Acoelomorpha - Anatomy

Anatomy

The Acoela are very small flattened worms, usually under 2 millimetres (0.079 in) in length (Symsagittifera roscoffensis about 15 mm), that do not have a gut. Digestion is accomplished by means of a syncytium that forms a vacuole around ingested food. There are no epithelial cells lining the digestive vacuole, although there is sometimes a short pharynx leading from the mouth to the vacuole. All other bilateral animals (apart from tapeworms) have a gut lined with epithelial cells. As a result, the acoels appear to be solid-bodied (a-coel, or no body cavity).

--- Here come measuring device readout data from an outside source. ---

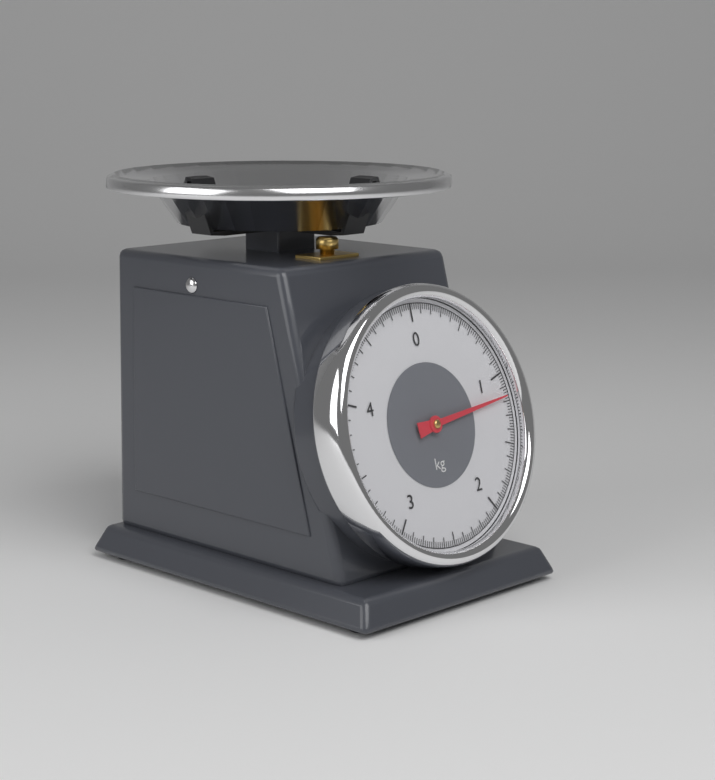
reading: 1.16 kg
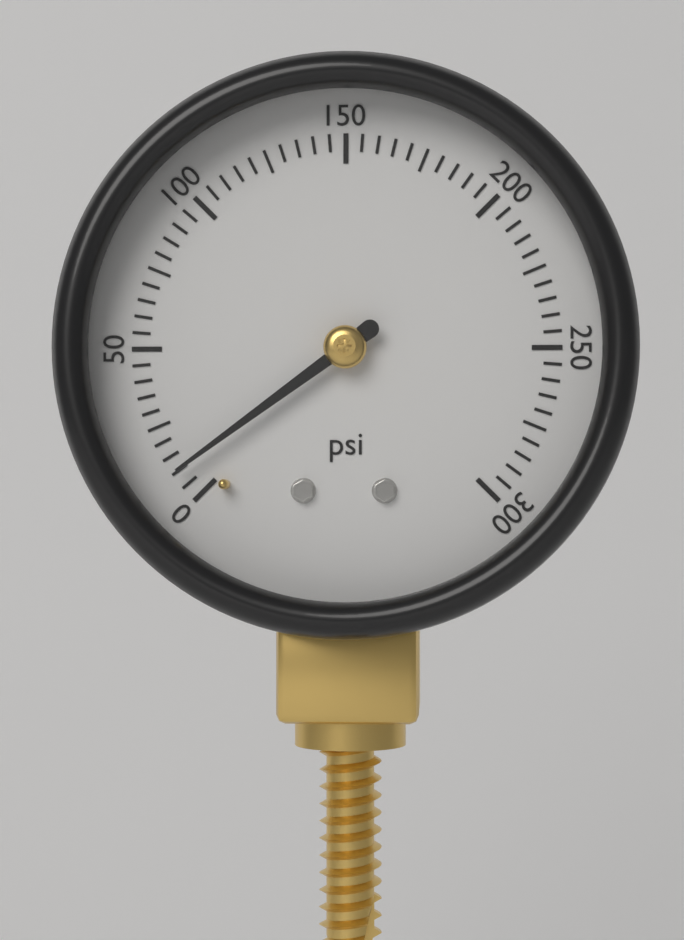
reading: 10 psi
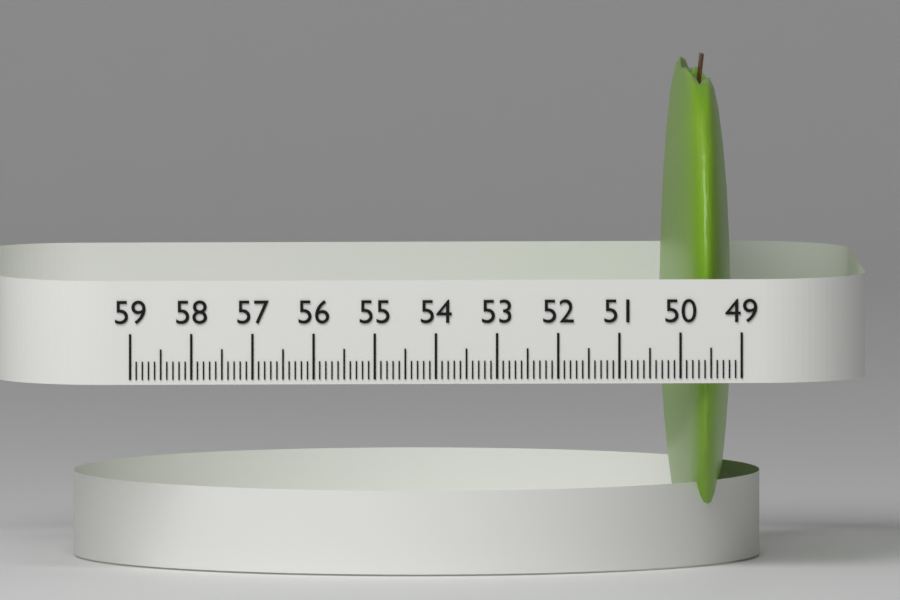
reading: 50.1 (no unit)
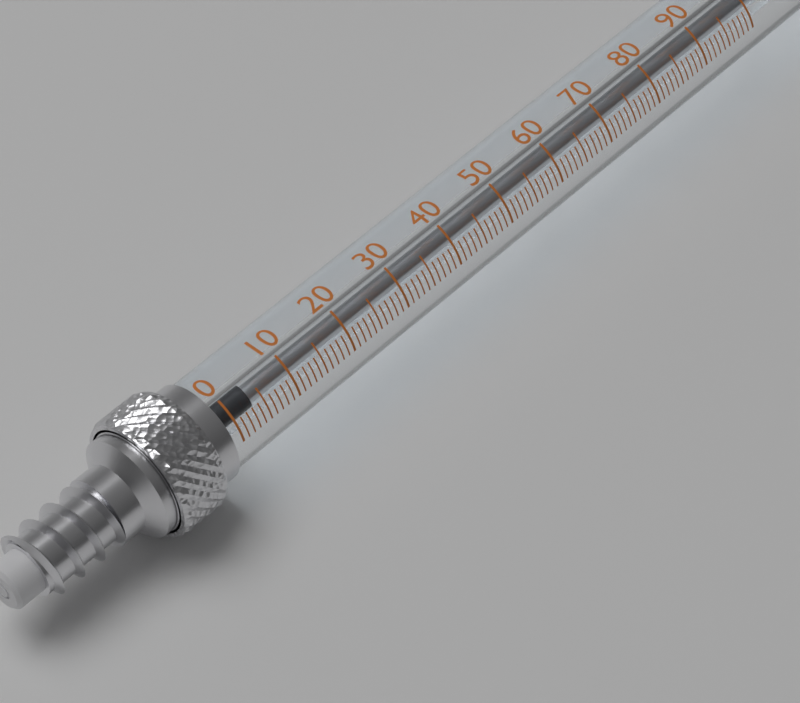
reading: 0 (no unit)
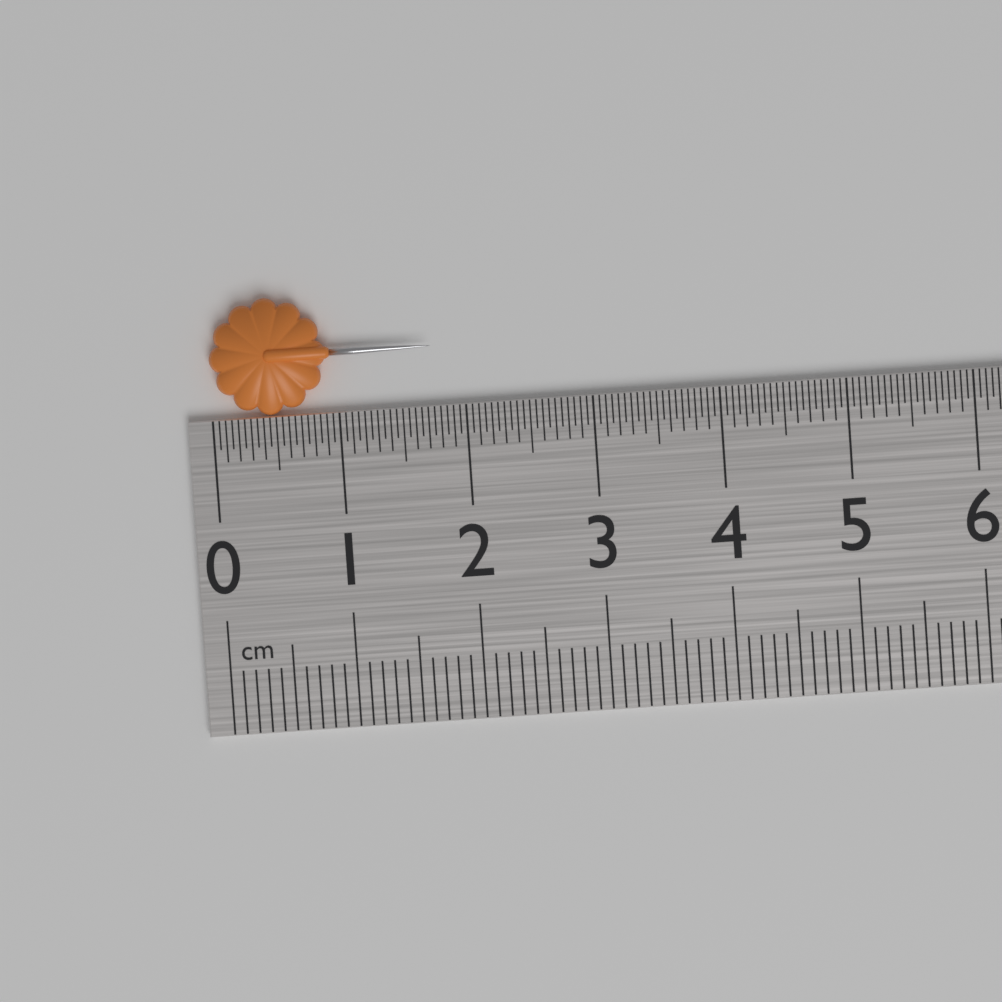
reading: 1.75 cm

Acoelomorphs resemble flatworms in many respects, but have a simpler anatomy, even beyond the absence of a gut. Like flatworms, they have no circulatory or respiratory systems, but they also lack an excretory system. They lack body cavities (acoelomate structure), a hindgut or an anus. Like flatworms they posses neoblasts and biflagellate sperm. They have no true brain or ganglia, simply a network of nerves beneath the ciliated epidermis, although the nerves are slightly more concentrated towards the forward end of the animal. The sensory organs include a statocyst and, in some cases, very primitive pigment-spot ocelli capable of detecting light.

They are simultaneous hermaphrodites, but have no gonads and no ducts associated with the female reproductive system. Instead, gametes are produced from the mesenchymal cells that fill the body between the epidermis and the digestive vacuole.

Read more about this topic:  Acoelomorpha

Famous quotes containing the word anatomy:

    Man is a shrewd inventor, and is ever taking the hint of a new machine from his own structure, adapting some secret of his own anatomy in iron, wood, and leather, to some required function in the work of the world.
    Ralph Waldo Emerson (1803–1882)

    I love to see, when leaves depart,
    The clear anatomy arrive,
    Roy Campbell (1902–1957)

    But a man must keep an eye on his servants, if he would not have them rule him. Man is a shrewd inventor, and is ever taking the hint of a new machine from his own structure, adapting some secret of his own anatomy in iron, wood, and leather, to some required function in the work of the world. But it is found that the machine unmans the user. What he gains in making cloth, he loses in general power.